Introduction


This manuscript sanctorale antiphoner, of unknown provenance and ownership history until its purchase by Boston College in 1998, was probably copied in the mid 1300s, in southern Germany, Austria or Switzerland. One of the few important and easily readable clues that remain within the manuscript itself is a single rubric that is not in Latin, as elsewhere in the manuscript and as would usually be expected, but in German (or perhaps Flemish/Dutch), suggesting that it was copied by a German-speaking scribe for German-speaking readers.

It is a relatively modest volume in its proportions and format, and its several creators took a practical approach in their simple copying and decorative schemes. Though no rubric or other metatextual indication identifies the book conclusively with the Franciscans (or Clarissans), the presence of offices for the founders, Francis (Franciscus vir catholicus, by Julian of Speyer, c.1235, revised 1260) and Clare (Jam sanctae Clarae claritas, anonymous contrafactum of Julian’s Francis office, c.1295, in regular use by c.1340s) and a sequence for Francis (Caeli cives in colono) together indicate that it was probably made by and for members of the order.

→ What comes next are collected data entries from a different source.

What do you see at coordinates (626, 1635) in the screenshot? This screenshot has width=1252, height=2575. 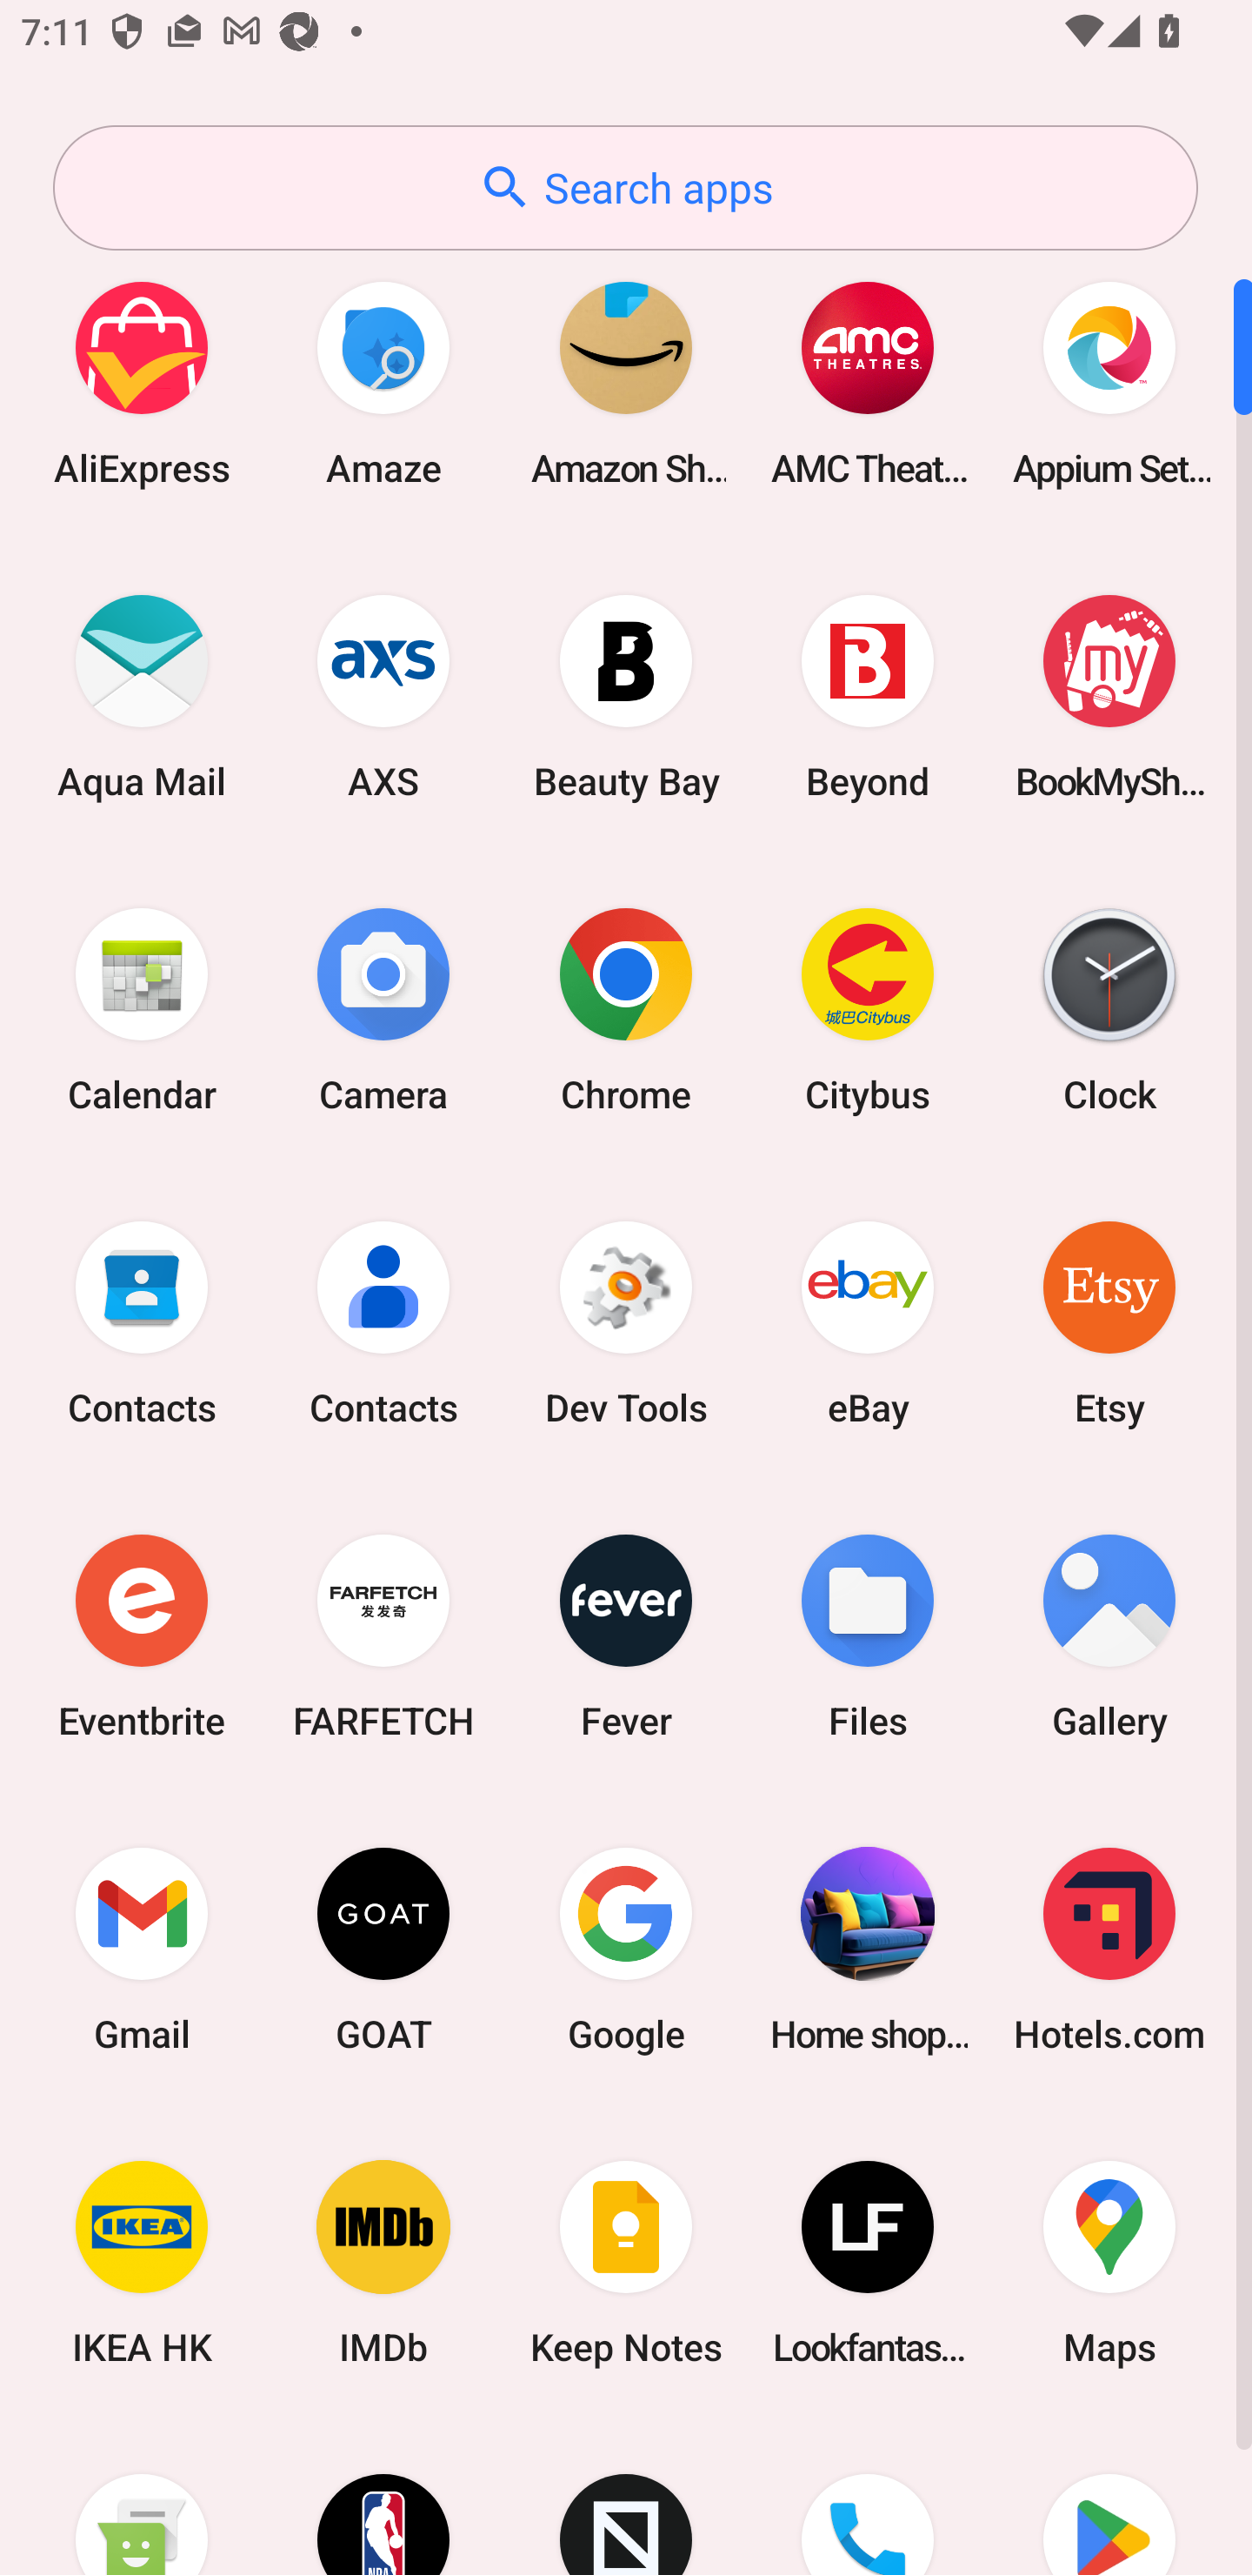 I see `Fever` at bounding box center [626, 1635].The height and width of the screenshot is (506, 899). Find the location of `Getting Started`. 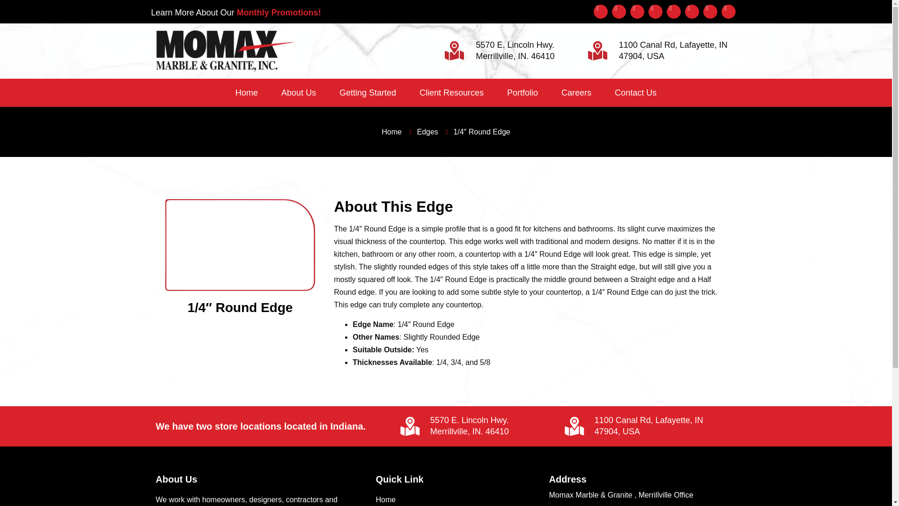

Getting Started is located at coordinates (368, 93).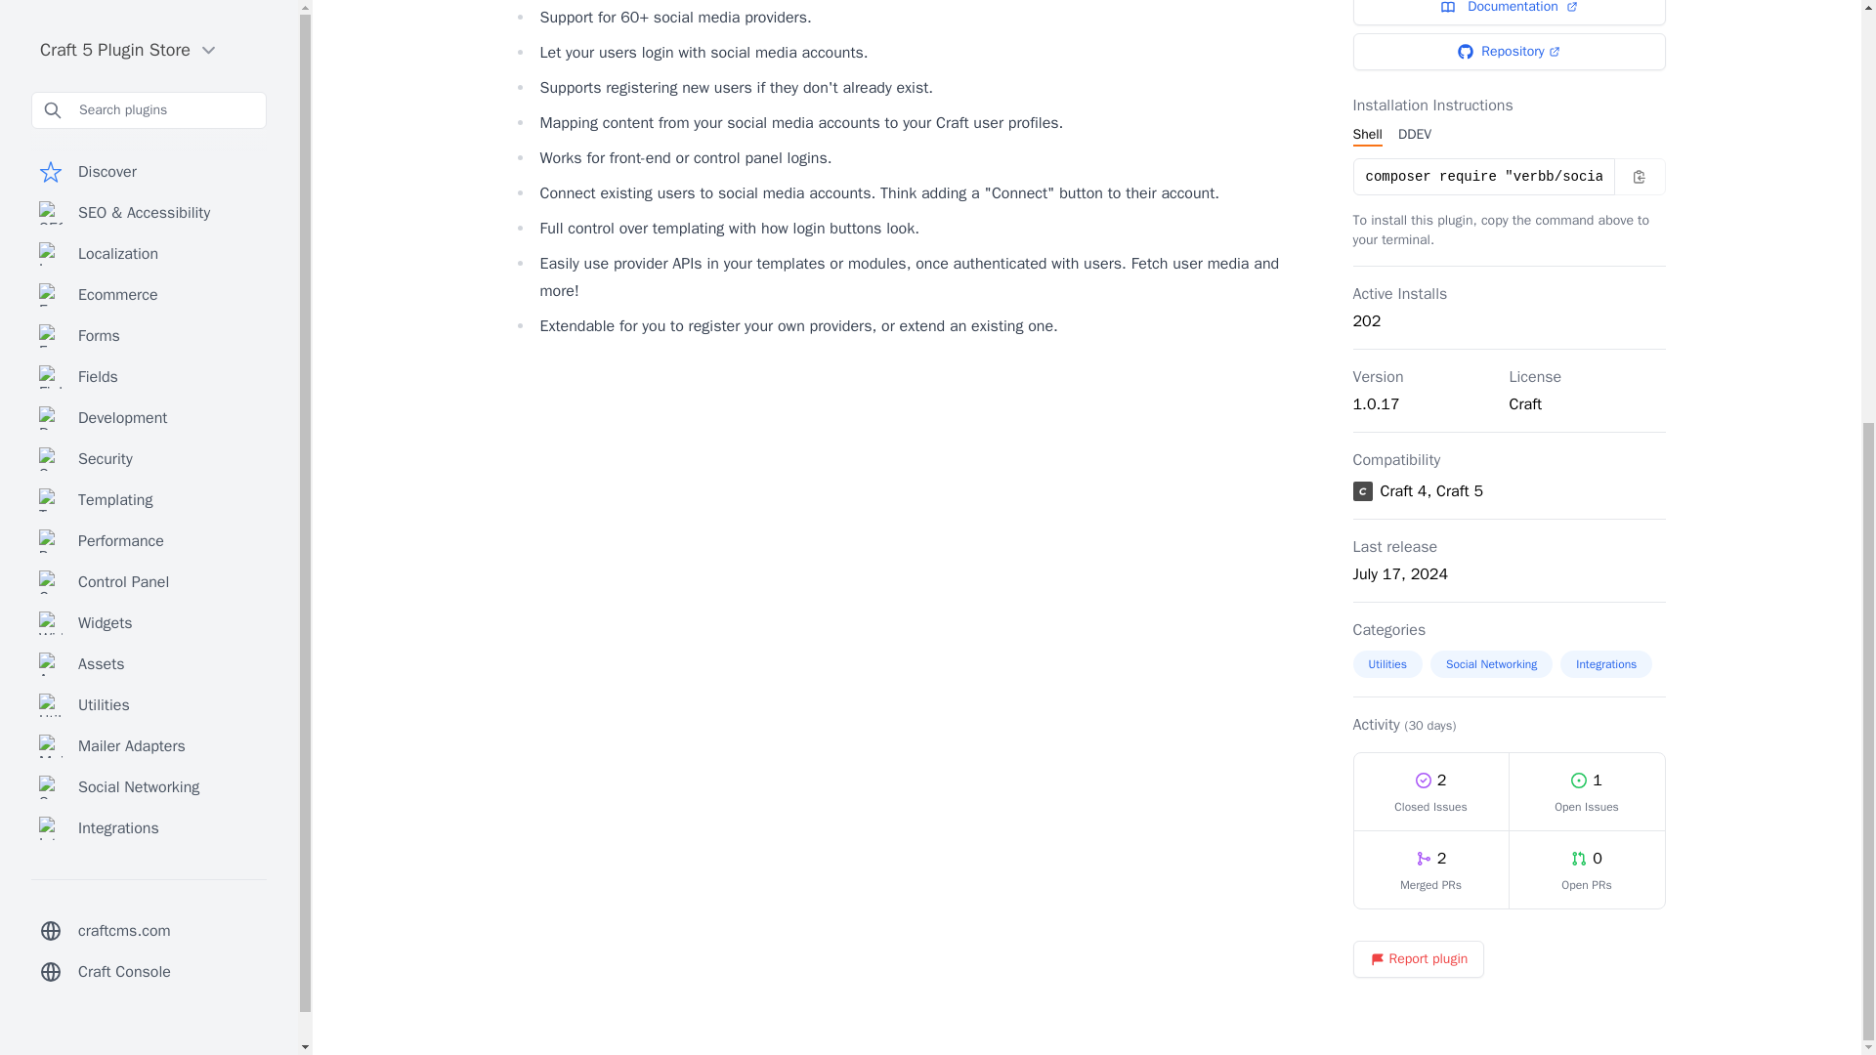 Image resolution: width=1876 pixels, height=1055 pixels. Describe the element at coordinates (1414, 135) in the screenshot. I see `DDEV` at that location.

An unusual liturgical feature is the inclusion, within the proper, and significantly out of place in the expected calendrical sequence, of the office of Corpus Christi, Sacerdos in aeternum, promulgated in 1264 by Urban IV, but perhaps not in wide use before confirmation by Clement V at the Council of Vienne in 1311-12. The single most interesting musical feature of this otherwise completely monophonic manuscript is the inclusion of a short passage of written 2-voice polyphony at the opening of the sequence Caeli solem imitantes. Also distinctive liturgically and musically are the rarely encountered Magnificat antiphon at first vespers of Clare, O decus et gaudium (a contrafactum of the Francis antiphon O stupor et gaudium) and, in the sequence for Francis, Caeli cives in colono, a previously unreported extra double verse, Jam depulsa carnis mole. In other respects, the contents of this interesting but otherwise rather unassuming manuscript largely concord with earlier (1200s) and contemporary (1300s) Franciscan office books indexed in CANTUS.